I also like exploration companies that carefully navigated the downturn,
keeping costs and dilution down. A couple of these companies I own are Gold Standard
Ventures Corp. (GSV:TSX.V; GSV:NYSE), GoldQuest
Mining Corp. (GQC:TSX.V) and Paramount Gold
and Silver Corp. (PZG:NYSE.MKT; PZG:TSX). Gold Standard Ventures has been
a spectacular stock during this downturn. The management team put their heads
down and consolidated the whole district. Gold Standard gained the support of
Goldcorp and OceanaGold, the two most successful companies during this
downturn, at premium to its share price. It also made a strategic investment
in Battle Mountain Gold Inc., which was dead for many years because of its
very high royalty rate. The company bought down the royalty to a reasonable
level and is now ready to explore.
GoldQuest's management was able to raise money and shore up its balance
sheet in the good times, and kept their heads down and did exploration and a
preliminary feasibility study at minimum dilution in the downturn. Now the
share price has rebounded and the company is ready to go to the next phase.
Paramount hasn't moved much like other exploration companies, likely due
to the fact that it just completed a merger. It is a spinoff of the old
Paramount, which was sold to Coeur Mining Inc. (CDE:NYSE) during the bear
market. It is one of the few winners of mines in the past few years. Now the
company picked up another property during the downturn. It has two sizable
gold projects, one in Nevada and one in Oregon, both in preliminary economic
assessment (PEA) stage. Paramount has a total of over 5 Moz of Measured and
Indicated resources, and a market cap of about $35 million. It is one of the
few U.S. listed and U.S.-based exploration companies with proven management
that is still quite cheap.
In summary, the rebound of gold has striking similarities to 2009, the
year after the 2008 crash.
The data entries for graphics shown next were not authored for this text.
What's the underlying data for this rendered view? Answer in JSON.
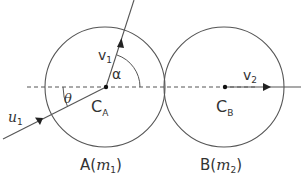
{
  "diagram": {
    "colors": {
      "stroke": "#555555",
      "text": "#333333",
      "background": "#ffffff"
    },
    "sphere_a": {
      "label": "A",
      "mass_symbol": "m",
      "mass_subscript": "1",
      "center_label": "C",
      "center_subscript": "A"
    },
    "sphere_b": {
      "label": "B",
      "mass_symbol": "m",
      "mass_subscript": "2",
      "center_label": "C",
      "center_subscript": "B"
    },
    "vectors": {
      "initial_velocity": {
        "symbol": "u",
        "subscript": "1"
      },
      "final_velocity_a": {
        "symbol": "v",
        "subscript": "1"
      },
      "final_velocity_b": {
        "symbol": "v",
        "subscript": "2"
      }
    },
    "angles": {
      "incidence": "θ",
      "deflection": "α"
    },
    "paren_open": "(",
    "paren_close": ")"
  }
}
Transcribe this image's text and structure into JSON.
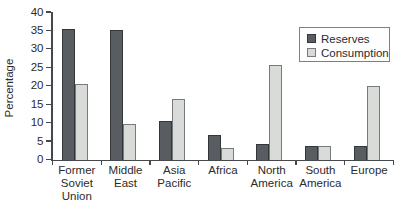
{
  "chart_data": {
    "type": "bar",
    "ylabel": "Percentage",
    "xlabel": "",
    "ylim": [
      0,
      40
    ],
    "yticks": [
      0,
      5,
      10,
      15,
      20,
      25,
      30,
      35,
      40
    ],
    "grid": false,
    "legend_position": "top-right",
    "categories": [
      "Former Soviet Union",
      "Middle East",
      "Asia Pacific",
      "Africa",
      "North America",
      "South America",
      "Europe"
    ],
    "series": [
      {
        "name": "Reserves",
        "color": "#595d62",
        "border_color": "#34373a",
        "values": [
          35.5,
          35.0,
          10.5,
          6.7,
          4.2,
          3.8,
          3.8
        ]
      },
      {
        "name": "Consumption",
        "color": "#d9dbd8",
        "border_color": "#777a7c",
        "values": [
          20.5,
          9.5,
          16.5,
          3.0,
          25.5,
          3.8,
          20.0
        ]
      }
    ]
  }
}
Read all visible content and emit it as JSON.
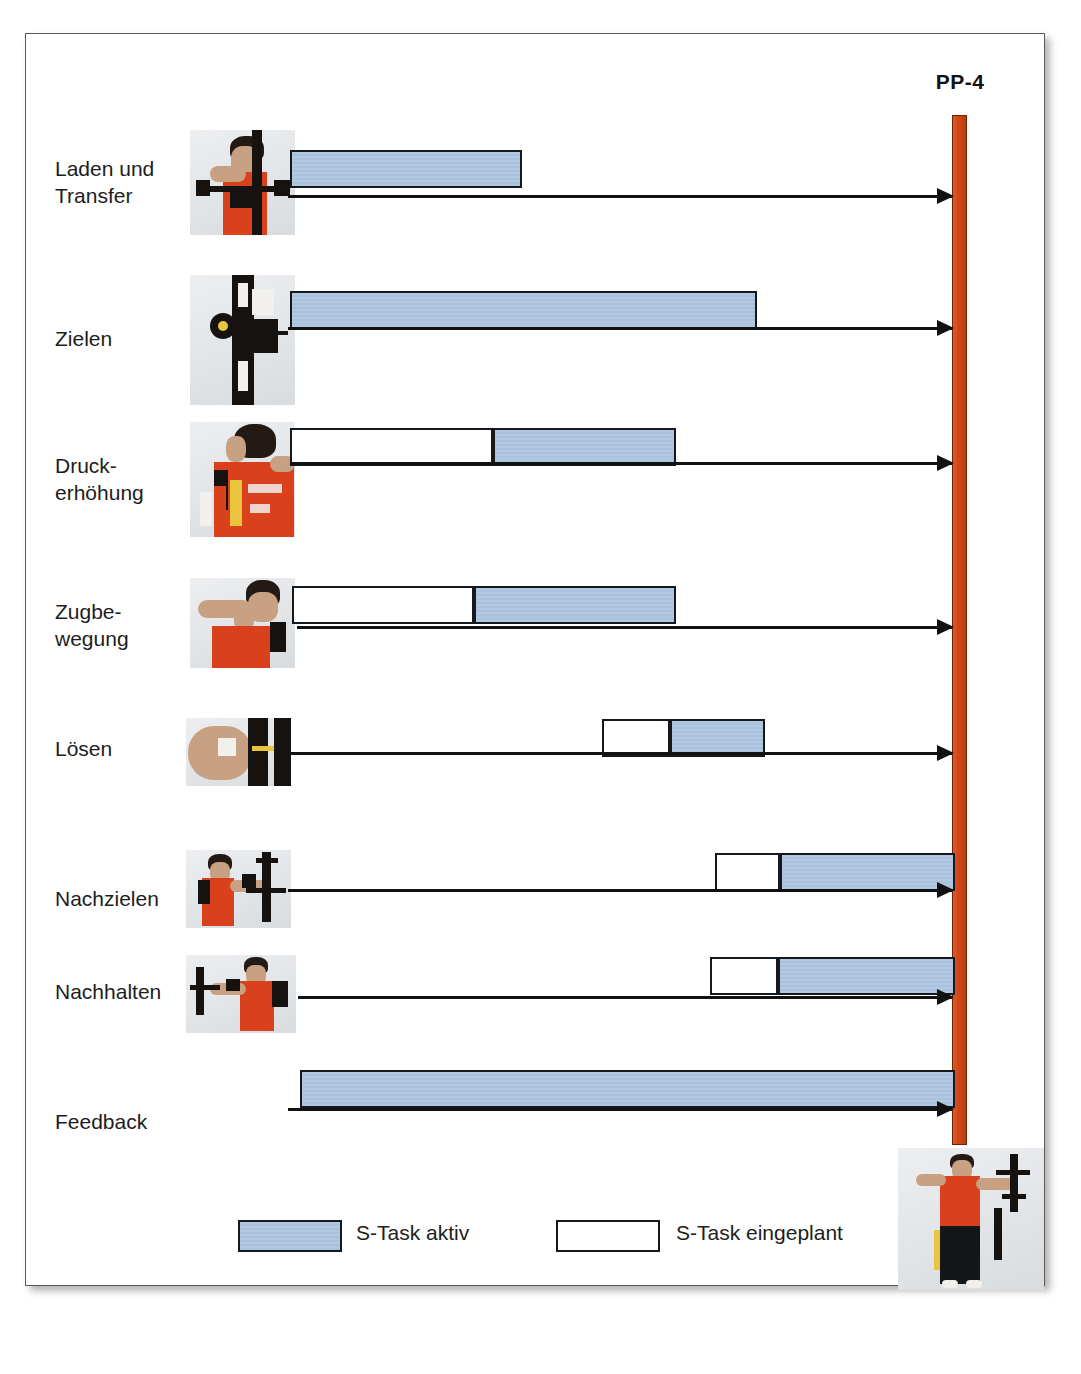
{
  "diagram": {
    "milestone": {
      "label": "PP-4",
      "color": "#cf4516"
    },
    "legend": {
      "active_label": "S-Task aktiv",
      "planned_label": "S-Task eingeplant",
      "active_color": "#aec6e0",
      "planned_color": "#ffffff"
    },
    "rows": [
      {
        "label": "Laden und\nTransfer",
        "photo": "archer-loading-transfer-photo"
      },
      {
        "label": "Zielen",
        "photo": "bow-sight-aiming-photo"
      },
      {
        "label": "Druck-\nerhöhung",
        "photo": "archer-back-pressure-photo"
      },
      {
        "label": "Zugbe-\nwegung",
        "photo": "archer-draw-movement-photo"
      },
      {
        "label": "Lösen",
        "photo": "release-hand-photo"
      },
      {
        "label": "Nachzielen",
        "photo": "archer-follow-aim-photo"
      },
      {
        "label": "Nachhalten",
        "photo": "archer-follow-through-photo"
      },
      {
        "label": "Feedback",
        "photo": ""
      }
    ],
    "bottom_photo": "archer-full-body-photo"
  },
  "chart_data": {
    "type": "bar",
    "title": "PP-4",
    "xlabel": "",
    "ylabel": "",
    "categories": [
      "Laden und Transfer",
      "Zielen",
      "Druckerhöhung",
      "Zugbewegung",
      "Lösen",
      "Nachzielen",
      "Nachhalten",
      "Feedback"
    ],
    "x_axis_px": [
      25,
      1045
    ],
    "milestone_x_px": 952,
    "legend": [
      "S-Task aktiv",
      "S-Task eingeplant"
    ],
    "grid": false,
    "series": [
      {
        "name": "S-Task eingeplant",
        "segments": [
          null,
          null,
          [
            290,
            493
          ],
          [
            292,
            474
          ],
          [
            602,
            670
          ],
          [
            715,
            780
          ],
          [
            710,
            778
          ],
          null
        ]
      },
      {
        "name": "S-Task aktiv",
        "segments": [
          [
            290,
            522
          ],
          [
            290,
            757
          ],
          [
            493,
            676
          ],
          [
            474,
            676
          ],
          [
            670,
            765
          ],
          [
            780,
            955
          ],
          [
            778,
            955
          ],
          [
            300,
            955
          ]
        ]
      }
    ],
    "arrows": [
      {
        "category": "Laden und Transfer",
        "from_px": 288,
        "to_px": 952
      },
      {
        "category": "Zielen",
        "from_px": 288,
        "to_px": 952
      },
      {
        "category": "Druckerhöhung",
        "from_px": 290,
        "to_px": 952
      },
      {
        "category": "Zugbewegung",
        "from_px": 297,
        "to_px": 952
      },
      {
        "category": "Lösen",
        "from_px": 287,
        "to_px": 952
      },
      {
        "category": "Nachzielen",
        "from_px": 288,
        "to_px": 952
      },
      {
        "category": "Nachhalten",
        "from_px": 298,
        "to_px": 952
      },
      {
        "category": "Feedback",
        "from_px": 288,
        "to_px": 952
      }
    ]
  }
}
If history repeats itself, we should see the most
appreciation of the gold price starting in September, the beginning of the
annual gold run. I am excited about it.
As always, when to book profits is the most important question for any
investment, but especially in the volatile gold and gold mining industry. I
was fortunate that I sold silver at $49-50/oz back in 2011 and led my
subscribers to underweight gold and gold miners in 2012. I will be certainly
watching the gold market very closely and hopefully will navigate through
this gold bull market as successfully as the last time.
Chen Lin manages a family fund and writes about it in the
popular stock newsletter What Is Chen Buying? What Is Chen Selling?,
published and distributed by Taylor Hard Money Advisors, Inc. While a
doctoral candidate in aeronautical engineering at Princeton, Lin found his
investment strategies were so profitable that he put his Ph.D. on the back
burner. He employs a value-oriented approach and often demonstrates excellent
market timing due to his exceptional technical analysis.